Home

San Jose Addresses Recycling Plan Expansion

June 26, 2001
4 min read

>In 1993, the city of San Jose gambled millions of dollars that it could turn the water you flush down the toilet or use to wash the dishes into something people would buy.

Now, years after the city launched its network of pipelines to distribute treated wastewater to golf courses, parks and other customers, officials are still waiting for the large payout they anticipated, according to an article in the San Jose Mercury News. Costs have soared to more than double the projections, while the system has attracted customers for less than half the amount of water officials estimated.

This week, the city may up the ante by tens of millions of dollars. On Tuesday, the city council is scheduled to vote on a proposed multimillion-dollar expansion to North Coyote Valley as part of a larger agreement to serve Calpine's proposed 600-megawatt power plant there. The Santa Clara Valley Water District has signaled its willingness to pay some or all of the city's $40 million share of the $50 million extension, with Calpine paying the rest over 30 years.

The city or water district could spare itself the expense of extending the system for Calpine. A private company, Great Oaks Water, has offered to build a 20-inch pipeline to supply the 4 million gallons of recycled water Calpine needs to cool its power plant each day.

But city officials have ignored the company's proposal, arguing that it is too limited in scope. They are pressing for a pipeline more than double that size, which in addition to the power plant would potentially serve dozens of customers and allow for an ambitious expansion into mid- and south-Coyote Valley and beyond.

San Jose is under a state order to limit the amount of treated wastewater it puts in the bay each day to 120 million gallons. If it exceeds that curb, the city could be forced to halt new development projects because of the added wastewater they would generate.

Protecting the bay

So the question for San Jose is not whether, but how, to divert treated wastewater from the bay. Should public agencies spend millions more to expand a system that auditors -- and the city's own staff members -- said is the least cost-effective way of dealing with the problem?

In a report last year, the auditor's office found that the project was distributing less than a third of the 21.1 million gallons a day officials had projected.

Costs had more than doubled: Officials had planned to spend $64 million, but ended up allocating $141 million. Staff time, feasibility studies, and operation and maintenance costs brought the total to $256 million.

A draft report given by the officials cam eto the conclusion that the project would not be cost effective, mostly to the expensive piping system.

Officials conceded that early estimates were overly optimistic, but he said that the program is making great strides, adding dozens of customers and diverting more and more wastewater each year. The city lost some potential agricultural customers when their land was developed, and cooler-than-expected weather has lessened the need for landscaping water.

The audit recommended that the city examine less expensive options -- such as a water conservation program that subsidizes ``ultra low-flush'' toilets -- before expanding the recycled water system. Other efforts to encourage industrial plants to reuse their water and to staunch the flow of storm water into the sewage system also cost considerably less, the audit said.

Conservation not enough

Such conservation programs are important components but don't do enough to reduce the flow of treated wastewater into the bay. The recycled water system, on the other hand, could divert much more water and have greater environmental benefits.

Extending the recycled water system to Coyote Valley raises questions besides cost. The Silicon Valley Toxics Coalition worries that the treated wastewater contains unknown contaminants that could seep into drinking water aquifers. The water table in North Coyote Valley is much closer to ground level than in other areas the recycled water system serves.

Officials say recycled water meets clean water standards and would not pose any health threat to Coyote Valley.Still, to use recycled water for agriculture irrigation in Coyote Valley, as officials hope to do, the city or water district would have to build an advanced treatment plant there to reduce the water's salt content.

Source: San Jose Mercury News

Sign up for Wastewater Digest Newsletters
Get all the latest news and updates.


Work required — Go through the data and retrieve each line that includes the string "caption".
*** Opening of Extracted records ***
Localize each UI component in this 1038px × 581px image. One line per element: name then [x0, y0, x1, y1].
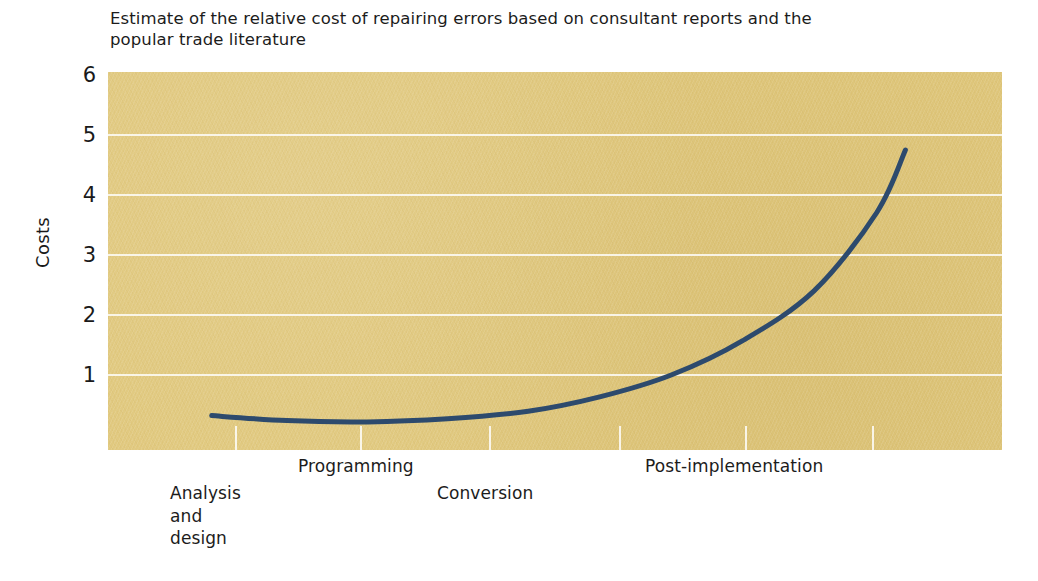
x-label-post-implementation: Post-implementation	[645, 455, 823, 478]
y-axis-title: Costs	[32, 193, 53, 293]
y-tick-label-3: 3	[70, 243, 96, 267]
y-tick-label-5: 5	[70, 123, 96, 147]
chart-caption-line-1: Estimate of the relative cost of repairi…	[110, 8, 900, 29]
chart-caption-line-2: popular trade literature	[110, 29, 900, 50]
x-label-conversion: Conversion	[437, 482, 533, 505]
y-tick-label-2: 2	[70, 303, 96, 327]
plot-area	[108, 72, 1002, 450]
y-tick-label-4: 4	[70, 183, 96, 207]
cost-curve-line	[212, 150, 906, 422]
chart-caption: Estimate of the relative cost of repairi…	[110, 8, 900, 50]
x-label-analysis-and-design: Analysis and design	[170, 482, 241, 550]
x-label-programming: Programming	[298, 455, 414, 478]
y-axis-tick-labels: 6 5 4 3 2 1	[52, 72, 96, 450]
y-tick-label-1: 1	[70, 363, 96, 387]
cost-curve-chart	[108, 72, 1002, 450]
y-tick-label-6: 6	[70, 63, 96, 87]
*** Close of Extracted records ***
*** Opening of Extracted records ***
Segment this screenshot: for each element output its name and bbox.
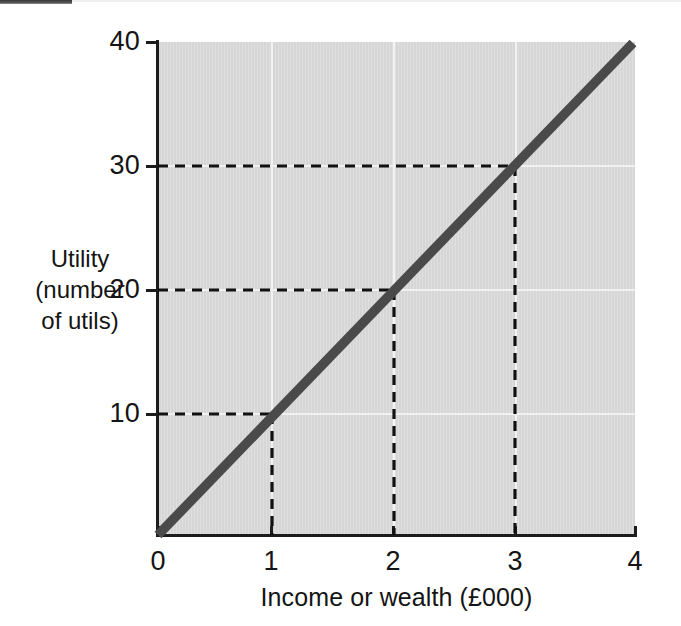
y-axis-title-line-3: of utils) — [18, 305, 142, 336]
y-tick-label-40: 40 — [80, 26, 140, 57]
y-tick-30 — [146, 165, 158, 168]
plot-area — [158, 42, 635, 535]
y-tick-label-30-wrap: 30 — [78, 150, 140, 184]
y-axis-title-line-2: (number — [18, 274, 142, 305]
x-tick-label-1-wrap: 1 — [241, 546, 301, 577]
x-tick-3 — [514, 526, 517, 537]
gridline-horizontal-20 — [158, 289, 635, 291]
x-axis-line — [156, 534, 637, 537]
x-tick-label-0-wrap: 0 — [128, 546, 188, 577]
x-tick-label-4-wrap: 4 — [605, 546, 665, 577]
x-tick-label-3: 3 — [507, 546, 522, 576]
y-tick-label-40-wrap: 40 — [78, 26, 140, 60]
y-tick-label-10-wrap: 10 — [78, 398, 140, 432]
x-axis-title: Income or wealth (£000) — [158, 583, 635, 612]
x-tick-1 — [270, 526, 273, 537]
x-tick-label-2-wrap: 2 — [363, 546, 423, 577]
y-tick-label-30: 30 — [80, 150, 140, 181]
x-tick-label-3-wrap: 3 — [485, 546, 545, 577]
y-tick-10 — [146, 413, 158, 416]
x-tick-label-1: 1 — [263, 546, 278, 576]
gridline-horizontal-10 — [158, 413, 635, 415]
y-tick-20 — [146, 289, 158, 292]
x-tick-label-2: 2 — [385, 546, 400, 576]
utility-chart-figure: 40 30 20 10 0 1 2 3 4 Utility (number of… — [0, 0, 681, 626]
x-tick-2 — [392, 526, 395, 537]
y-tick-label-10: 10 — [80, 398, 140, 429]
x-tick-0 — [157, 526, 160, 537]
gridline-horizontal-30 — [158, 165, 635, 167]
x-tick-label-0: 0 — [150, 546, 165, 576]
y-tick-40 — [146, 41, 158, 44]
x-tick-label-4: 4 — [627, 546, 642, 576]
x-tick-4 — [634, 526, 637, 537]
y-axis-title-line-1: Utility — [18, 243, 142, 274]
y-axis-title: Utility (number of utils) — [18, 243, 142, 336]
*** Close of Extracted records ***
Answer section —
chart-caption-line-1: Estimate of the relative cost of repairi…	[110, 8, 900, 29]
chart-caption-line-2: popular trade literature	[110, 29, 900, 50]
chart-caption: Estimate of the relative cost of repairi…	[110, 8, 900, 50]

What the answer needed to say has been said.